Thursday, September 1, 2011

September 11th

These are my thoughts on the tenth anniversary of September 11th.

Ten years ago, September, 11th 2001 I was a 6th grader at Meridian Middle School, sitting in Mrs. Leipf’s class, when I first heard about what happened in New York City. Someone said the Twin Towers had been bombed, I didn’t even know what the Twin Towers were until someone said that they were the big buildings on the Spiderman preview I had seen at the theatre. Mrs. Leipf came in and gave us the news in the somber tone I now realize was the same as the one Ms. Steinhoefel used in 3rd grade after Columbine. Everyone was silent but my initial reaction was to feel sorry for my teacher, since it had obviously upset her.

I used to be embarrassed to admit to myself that I didn’t really think of the people inside the burning wreckage of the skyscrapers initially. But I couldn’t understand abstractions of far away events other than superficially, my teacher’s distraught face though burned the emotional side of the tragedy permanently into my mind. As a child I could understand fear, if not terrorism, I could understand confusion, if not anarchy, and I could understand loss, if not body counts (which were estimated to be many times the real number at that point). An Idaho resident may never know the full blunt of the horror that the residents of New York felt, but I knew the nation mourned with them that day.

The school was silent in class in the presence of adults, we knew how to show proper behavior in the moment of tragedy, but in the Hallways, the break areas, and the cafeterias a low intense buzz filled every inch. Most kids talked about the end of the world, the irony of the date being the same as the emergency line, and a lot about God, trying to sort through this mess with what parents, television, and our imaginations had taught us. Most seemed worried but an undercurrent of excitement filled the room. Our generation was one raised on Nintendo, internet, blockbuster action films, and 9 o’clock news reports of daily murders, we coped by compartmentalizing the real world into the rules of virtual reality. We knew from that most problems could be solved in a two hour block, or at least by the end of the next level.

But as my generation has grown up, the magnitude of what September 11th really meant has filled out and expanded in our minds. It still comes up now and again in conversations among college students, “Where were you on September 11th when you found out?”. We’ll be the last to authoritatively tell our grandchildren what that day was like because we lived through it.

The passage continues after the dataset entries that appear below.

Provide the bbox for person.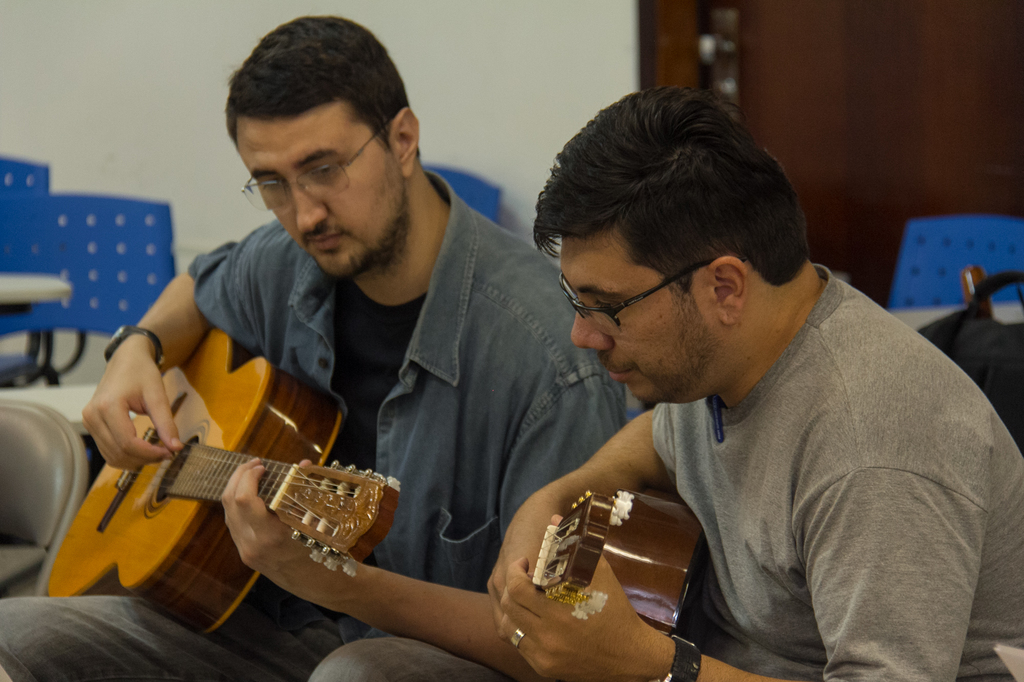
[x1=0, y1=5, x2=644, y2=681].
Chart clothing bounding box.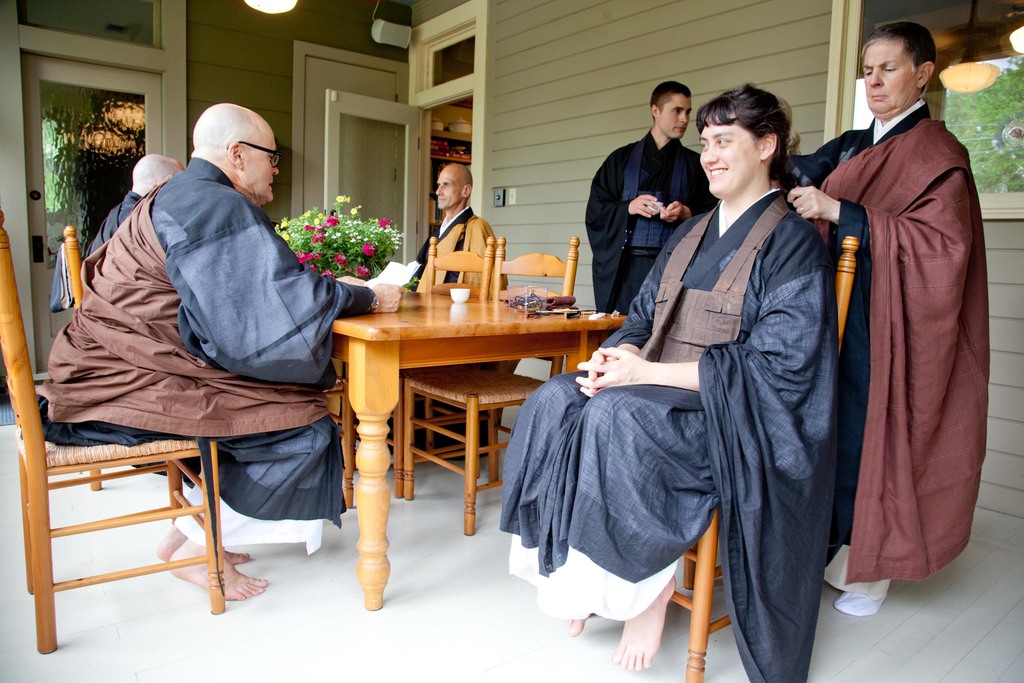
Charted: rect(780, 101, 993, 583).
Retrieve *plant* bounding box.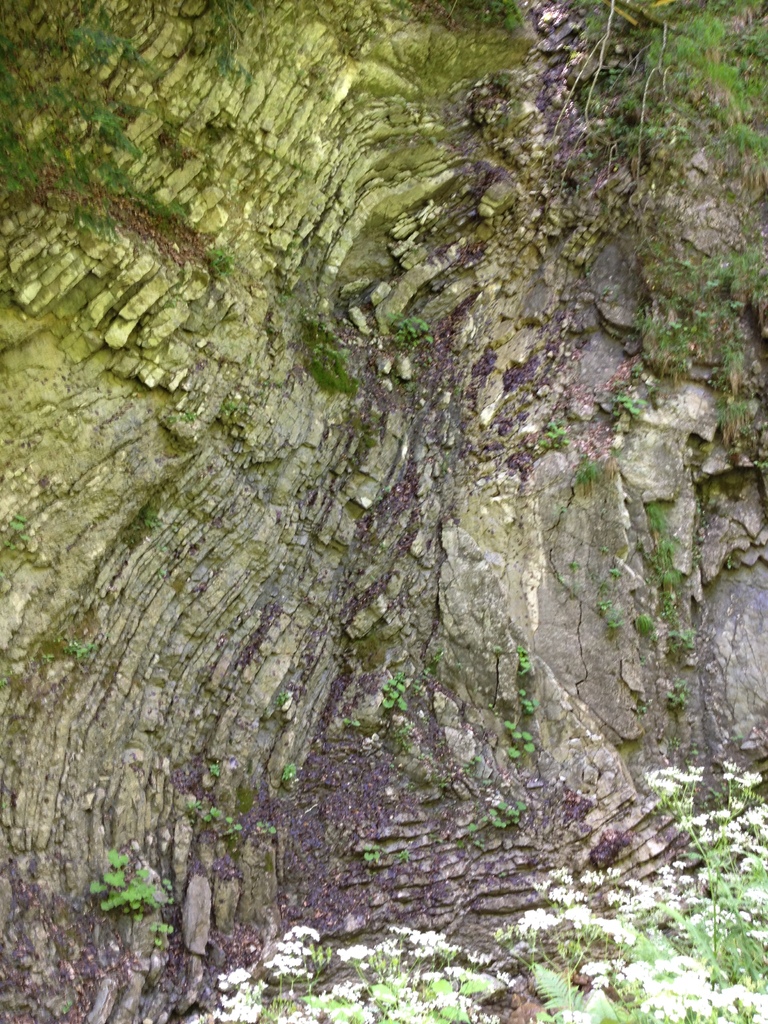
Bounding box: 415/750/436/758.
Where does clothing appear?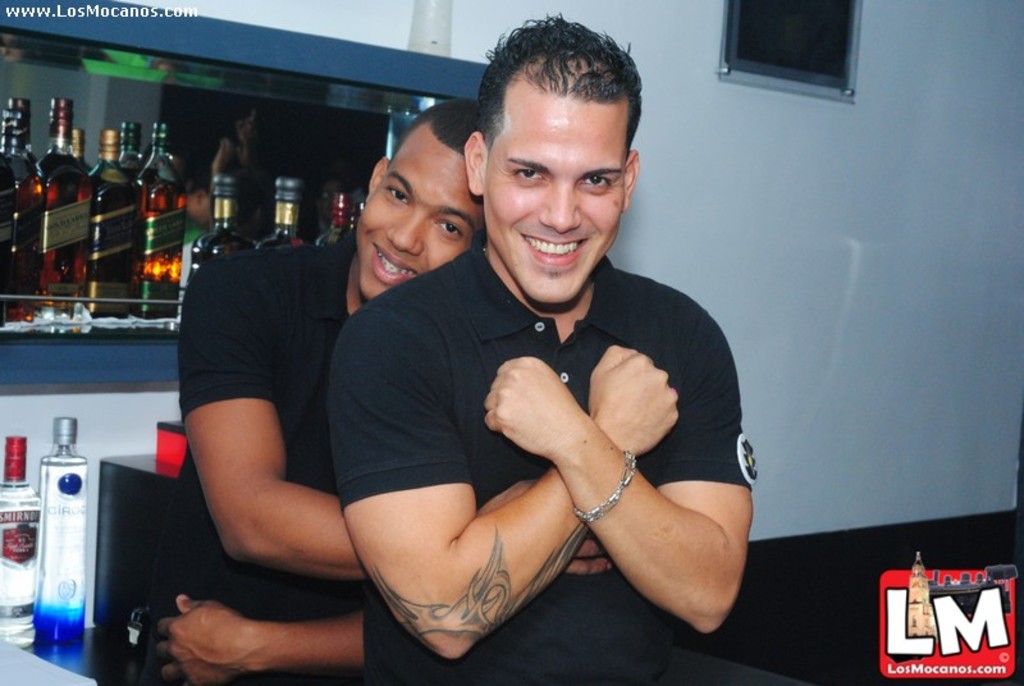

We may not have understood, but the weight bit by bit fell upon all. The world we are now inheriting was changed by one day. The first time I felt the weight was when I realized I couldn’t see “The Matrix” because it was now rated “R” and my mother wouldn’t let me. I felt the weight when I was randomly selected for extra screening at airport security when I was 15 years old and flying for the first time in my life. My generation has watched a national tragedy become a political tool for those on both sides of the political spectrum. We had watched as the brief unity after that day unraveled into rabid bi-partisanship. But the images policemen running into hell to find others, of strangers crying and embracing each other when there was no one else, and of firefighters raising the American flag are still the first thing’s my mind goes to when I think of that day.